Introduction
Government requests for information about the implications of ecosystem change for achieving social and economic goals piled up in the wake of four international environmental conventions, leading researchers and policy advisers to conduct ‘one of the most ambitious ecological studies’ to date, the Millennium Ecosystem Assessment (MA) between 2001 and 2005 (Tallis and Kareiva, 2006a). The aim was to assess the consequences of ecosystem change for human well-being and to establish the scientific basis for actions needed to enhance the conservation and sustainable use of ecosystems. Principle users were the international environmental conventions, such as the Convention on Biological Diversity (CBD), but the multi-disciplinary group of assessment leaders designed it to also meet the needs of the business community, the health sector, non-governmental organizations, and indigenous peoples. About 1300 participants contributed to the process as authors, and the end products included technical reports and summaries aimed at specific user groups.1
The MA was conceived as a multi-scale assessment, with interlinked assessments undertaken at local, watershed, national, regional, and global scales. Thus, in addition to providing global-scale information, 33 subglobal assessments aimed to meet the information needs of users2 in the regions where they were undertaken. By conducting the assessment at multiple scales, the assessment team hoped to both improve the quality of information and increase the relevance of the findings for decision-makers working at different levels of governance (Zermoglio et al., 2005; Wilbanks, 2006).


**To do:** Line filter on the word "radar": copy each matching line from the entries.

(Recorded data)
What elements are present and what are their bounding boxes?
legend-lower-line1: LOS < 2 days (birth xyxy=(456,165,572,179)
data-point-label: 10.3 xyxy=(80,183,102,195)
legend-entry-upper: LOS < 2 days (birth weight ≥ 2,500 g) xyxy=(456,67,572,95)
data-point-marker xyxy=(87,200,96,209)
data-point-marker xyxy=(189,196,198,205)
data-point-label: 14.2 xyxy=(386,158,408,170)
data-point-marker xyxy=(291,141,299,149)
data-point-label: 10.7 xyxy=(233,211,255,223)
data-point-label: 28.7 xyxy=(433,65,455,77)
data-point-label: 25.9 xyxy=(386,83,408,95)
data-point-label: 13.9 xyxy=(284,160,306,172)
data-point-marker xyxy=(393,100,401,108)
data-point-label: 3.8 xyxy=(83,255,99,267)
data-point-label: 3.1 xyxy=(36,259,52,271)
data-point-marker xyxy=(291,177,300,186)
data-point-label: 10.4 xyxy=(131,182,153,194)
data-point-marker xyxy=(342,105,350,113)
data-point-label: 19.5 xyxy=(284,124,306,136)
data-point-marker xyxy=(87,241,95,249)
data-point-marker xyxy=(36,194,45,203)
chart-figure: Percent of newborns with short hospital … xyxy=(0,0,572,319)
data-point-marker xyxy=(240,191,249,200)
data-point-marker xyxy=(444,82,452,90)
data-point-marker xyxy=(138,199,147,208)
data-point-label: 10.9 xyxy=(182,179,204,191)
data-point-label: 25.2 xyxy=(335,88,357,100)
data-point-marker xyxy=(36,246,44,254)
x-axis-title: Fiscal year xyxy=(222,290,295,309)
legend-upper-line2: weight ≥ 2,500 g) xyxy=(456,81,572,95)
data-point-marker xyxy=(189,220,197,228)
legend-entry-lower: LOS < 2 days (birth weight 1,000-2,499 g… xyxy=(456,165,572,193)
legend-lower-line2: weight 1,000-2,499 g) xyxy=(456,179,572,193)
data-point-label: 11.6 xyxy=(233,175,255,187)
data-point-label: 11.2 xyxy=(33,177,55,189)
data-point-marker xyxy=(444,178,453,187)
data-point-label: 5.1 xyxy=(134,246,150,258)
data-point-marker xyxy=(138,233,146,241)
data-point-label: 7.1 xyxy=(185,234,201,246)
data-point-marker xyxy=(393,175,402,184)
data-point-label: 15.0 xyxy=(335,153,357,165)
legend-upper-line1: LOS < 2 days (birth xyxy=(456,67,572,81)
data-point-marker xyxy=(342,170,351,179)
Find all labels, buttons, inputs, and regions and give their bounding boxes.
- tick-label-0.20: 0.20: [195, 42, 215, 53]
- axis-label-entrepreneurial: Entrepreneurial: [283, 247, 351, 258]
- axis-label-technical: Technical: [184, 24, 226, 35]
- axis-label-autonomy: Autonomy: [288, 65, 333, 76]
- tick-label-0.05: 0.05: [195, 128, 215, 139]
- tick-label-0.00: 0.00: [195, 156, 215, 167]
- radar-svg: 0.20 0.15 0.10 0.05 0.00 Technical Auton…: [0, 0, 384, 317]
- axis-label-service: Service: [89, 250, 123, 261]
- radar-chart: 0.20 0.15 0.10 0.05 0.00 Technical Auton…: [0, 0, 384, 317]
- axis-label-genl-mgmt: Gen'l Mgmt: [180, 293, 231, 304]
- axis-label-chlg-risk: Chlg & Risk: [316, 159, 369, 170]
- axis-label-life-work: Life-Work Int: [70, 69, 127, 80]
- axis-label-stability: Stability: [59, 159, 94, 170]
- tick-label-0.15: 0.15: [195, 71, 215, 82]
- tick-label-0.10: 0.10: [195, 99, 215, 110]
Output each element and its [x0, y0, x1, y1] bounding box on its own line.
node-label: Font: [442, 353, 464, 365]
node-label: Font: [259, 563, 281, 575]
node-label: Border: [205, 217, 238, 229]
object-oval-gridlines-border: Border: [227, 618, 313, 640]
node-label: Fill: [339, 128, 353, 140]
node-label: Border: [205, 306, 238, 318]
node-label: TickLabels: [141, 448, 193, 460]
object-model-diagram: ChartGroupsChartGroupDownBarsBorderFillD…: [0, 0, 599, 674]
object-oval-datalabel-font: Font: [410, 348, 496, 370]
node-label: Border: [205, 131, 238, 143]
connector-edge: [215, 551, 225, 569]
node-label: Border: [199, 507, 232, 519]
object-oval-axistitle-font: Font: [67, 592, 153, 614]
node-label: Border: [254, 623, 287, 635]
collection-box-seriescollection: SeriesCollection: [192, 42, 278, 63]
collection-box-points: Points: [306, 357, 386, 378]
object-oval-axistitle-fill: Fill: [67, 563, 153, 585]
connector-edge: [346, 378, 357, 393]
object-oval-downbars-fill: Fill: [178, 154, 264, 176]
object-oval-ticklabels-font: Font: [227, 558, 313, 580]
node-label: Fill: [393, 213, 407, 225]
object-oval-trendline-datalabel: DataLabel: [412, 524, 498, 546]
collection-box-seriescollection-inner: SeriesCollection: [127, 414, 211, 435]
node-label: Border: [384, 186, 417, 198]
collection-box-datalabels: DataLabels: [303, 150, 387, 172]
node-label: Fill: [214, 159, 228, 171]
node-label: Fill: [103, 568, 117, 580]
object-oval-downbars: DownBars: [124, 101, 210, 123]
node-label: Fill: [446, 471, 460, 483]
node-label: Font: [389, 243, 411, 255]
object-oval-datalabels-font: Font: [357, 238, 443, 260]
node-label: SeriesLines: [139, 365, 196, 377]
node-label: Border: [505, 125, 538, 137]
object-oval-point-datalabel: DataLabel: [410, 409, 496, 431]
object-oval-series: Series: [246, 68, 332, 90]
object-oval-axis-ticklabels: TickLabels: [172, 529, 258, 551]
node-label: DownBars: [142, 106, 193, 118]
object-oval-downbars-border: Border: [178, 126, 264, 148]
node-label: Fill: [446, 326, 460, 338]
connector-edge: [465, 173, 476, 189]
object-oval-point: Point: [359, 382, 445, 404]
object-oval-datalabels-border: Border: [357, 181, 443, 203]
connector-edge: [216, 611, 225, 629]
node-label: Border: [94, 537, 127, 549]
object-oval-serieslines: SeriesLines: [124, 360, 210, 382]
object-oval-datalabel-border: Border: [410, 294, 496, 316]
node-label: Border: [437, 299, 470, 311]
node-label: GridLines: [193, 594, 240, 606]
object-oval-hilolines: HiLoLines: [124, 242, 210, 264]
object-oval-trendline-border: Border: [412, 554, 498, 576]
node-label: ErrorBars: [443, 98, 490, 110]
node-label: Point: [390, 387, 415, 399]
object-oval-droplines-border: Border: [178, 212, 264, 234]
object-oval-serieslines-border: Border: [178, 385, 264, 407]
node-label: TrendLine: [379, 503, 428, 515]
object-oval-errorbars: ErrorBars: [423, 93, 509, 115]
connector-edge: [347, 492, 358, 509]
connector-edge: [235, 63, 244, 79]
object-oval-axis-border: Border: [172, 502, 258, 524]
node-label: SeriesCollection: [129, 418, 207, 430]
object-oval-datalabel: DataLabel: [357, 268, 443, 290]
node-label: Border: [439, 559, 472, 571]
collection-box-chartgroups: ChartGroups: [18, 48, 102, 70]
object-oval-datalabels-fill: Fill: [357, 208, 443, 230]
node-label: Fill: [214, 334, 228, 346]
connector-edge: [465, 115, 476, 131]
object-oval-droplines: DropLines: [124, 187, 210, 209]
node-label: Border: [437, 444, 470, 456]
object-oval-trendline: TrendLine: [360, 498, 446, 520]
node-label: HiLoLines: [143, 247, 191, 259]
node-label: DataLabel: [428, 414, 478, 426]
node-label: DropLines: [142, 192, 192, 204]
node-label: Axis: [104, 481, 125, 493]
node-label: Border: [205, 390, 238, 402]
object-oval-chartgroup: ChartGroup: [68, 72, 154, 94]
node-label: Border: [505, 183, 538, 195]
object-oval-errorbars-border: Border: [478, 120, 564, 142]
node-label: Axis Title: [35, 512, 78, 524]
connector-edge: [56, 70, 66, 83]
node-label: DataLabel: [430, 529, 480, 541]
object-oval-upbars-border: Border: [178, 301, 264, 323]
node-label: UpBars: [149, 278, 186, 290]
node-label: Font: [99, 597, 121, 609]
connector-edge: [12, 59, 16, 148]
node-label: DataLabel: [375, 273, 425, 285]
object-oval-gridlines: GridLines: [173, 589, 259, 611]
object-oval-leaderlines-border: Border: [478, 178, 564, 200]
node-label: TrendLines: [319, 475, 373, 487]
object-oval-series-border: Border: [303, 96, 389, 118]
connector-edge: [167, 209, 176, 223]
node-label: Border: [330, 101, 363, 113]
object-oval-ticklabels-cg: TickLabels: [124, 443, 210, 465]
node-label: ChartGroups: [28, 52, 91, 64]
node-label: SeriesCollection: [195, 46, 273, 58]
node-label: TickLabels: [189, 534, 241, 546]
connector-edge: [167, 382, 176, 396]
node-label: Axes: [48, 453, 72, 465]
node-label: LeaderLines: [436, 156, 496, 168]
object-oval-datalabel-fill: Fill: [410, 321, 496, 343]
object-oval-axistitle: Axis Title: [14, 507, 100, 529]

**Answer:**
- radar-svg: 0.20 0.15 0.10 0.05 0.00 Technical Auton…: [0, 0, 384, 317]
- radar-chart: 0.20 0.15 0.10 0.05 0.00 Technical Auton…: [0, 0, 384, 317]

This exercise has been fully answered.